Feature: NLST researchers aim to answer cost questions

With preliminary results linking CT screening with a 20 percent decrease in lung cancer mortality compared with chest x-ray, the National Lung Screening Trial (NLST) research team has turned to secondary endpoints of the trial and started to analyze cost data. Early estimates suggest that CT screening could be cost-effective if providers follow the NLST protocol, William C. Black, MD, director, chest imaging at Dartmouth-Hitchcock Medical Center in Lebanon, N.H., and NLST co-principal investigator, told Health Imaging.

“One of the most common responses [after the release of the results] was to ask if screening was going to be cost-effective. There was concern that screening would be prohibitively costly,” said Black.

Black, who is leading the cost-effectiveness analysis, had hoped to report numbers at the American College of Radiology Imaging Network annual meeting Sept. 21–23. However, researchers are still in the process of arranging data. Rough “back of the envelope” estimates based on data consistent with NLST indicated that it was plausible that screening could be performed in the $50,000 per quality-adjusted life year range, he told Health Imaging.
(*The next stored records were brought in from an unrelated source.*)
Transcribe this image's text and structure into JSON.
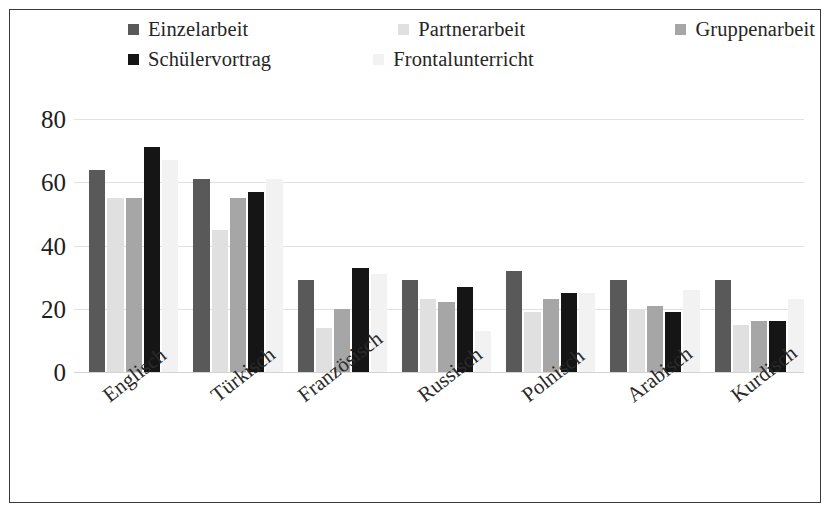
{
  "figure": {
    "frame_color": "#3a3a3a",
    "background": "#ffffff"
  },
  "legend": {
    "position": "top",
    "rows": [
      [
        {
          "label": "Einzelarbeit",
          "color": "#595959"
        },
        {
          "label": "Partnerarbeit",
          "color": "#e0e0e0"
        },
        {
          "label": "Gruppenarbeit",
          "color": "#a6a6a6"
        }
      ],
      [
        {
          "label": "Schülervortrag",
          "color": "#151515"
        },
        {
          "label": "Frontalunterricht",
          "color": "#f2f2f2"
        }
      ]
    ]
  },
  "axes": {
    "y_ticks": [
      80,
      60,
      40,
      20,
      0
    ],
    "y_min": 0,
    "y_max": 80,
    "x_label": "",
    "y_label": "",
    "grid": true
  },
  "chart_data": {
    "type": "bar",
    "title": "",
    "subtitle": "",
    "xlabel": "",
    "ylabel": "",
    "ylim": [
      0,
      80
    ],
    "grid": true,
    "legend_position": "top",
    "categories": [
      "Englisch",
      "Türkisch",
      "Französisch",
      "Russisch",
      "Polnisch",
      "Arabisch",
      "Kurdisch"
    ],
    "series": [
      {
        "name": "Einzelarbeit",
        "color": "#595959",
        "values": [
          64,
          61,
          29,
          29,
          32,
          29,
          29
        ]
      },
      {
        "name": "Partnerarbeit",
        "color": "#e0e0e0",
        "values": [
          55,
          45,
          14,
          23,
          19,
          20,
          15
        ]
      },
      {
        "name": "Gruppenarbeit",
        "color": "#a6a6a6",
        "values": [
          55,
          55,
          20,
          22,
          23,
          21,
          16
        ]
      },
      {
        "name": "Schülervortrag",
        "color": "#151515",
        "values": [
          71,
          57,
          33,
          27,
          25,
          19,
          16
        ]
      },
      {
        "name": "Frontalunterricht",
        "color": "#f2f2f2",
        "values": [
          67,
          61,
          31,
          13,
          25,
          26,
          23
        ]
      }
    ]
  }
}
However, Black emphasized that the estimate is rough and tied to the NLST protocol, i.e. annual screening in a high-risk population of current and former smokers ages 55 to 75 who are medically fit for treatment if a lung cancer is detected.

The initial cost-effectiveness analysis will be based on the societal, rather than institutional, perspective of screening costs and consider downstream costs, workup of suspicious findings and complications and treatment, he explained.

NLST applied a fairly conservative approach to nodule work-ups, he said, which is key to the cost-effectiveness of any lung cancer screening program. “Only 3 percent of patients with positive CT scans were referred for invasive procedures, such as biopsy or surgery, in NLST,” he said, urging physicians to follow findings before ordering any invasive procedure.

Black noted that there are a variety of approaches to screening and that following the initial cost-effectiveness analysis, the next step will be to apply a series of what-if scenarios that consider screening in the context of a different population, different intervals, different follow-up protocols and different treatments.

Black expects that the earliest that crude cost estimates could be submitted for publication is January 1, 2012.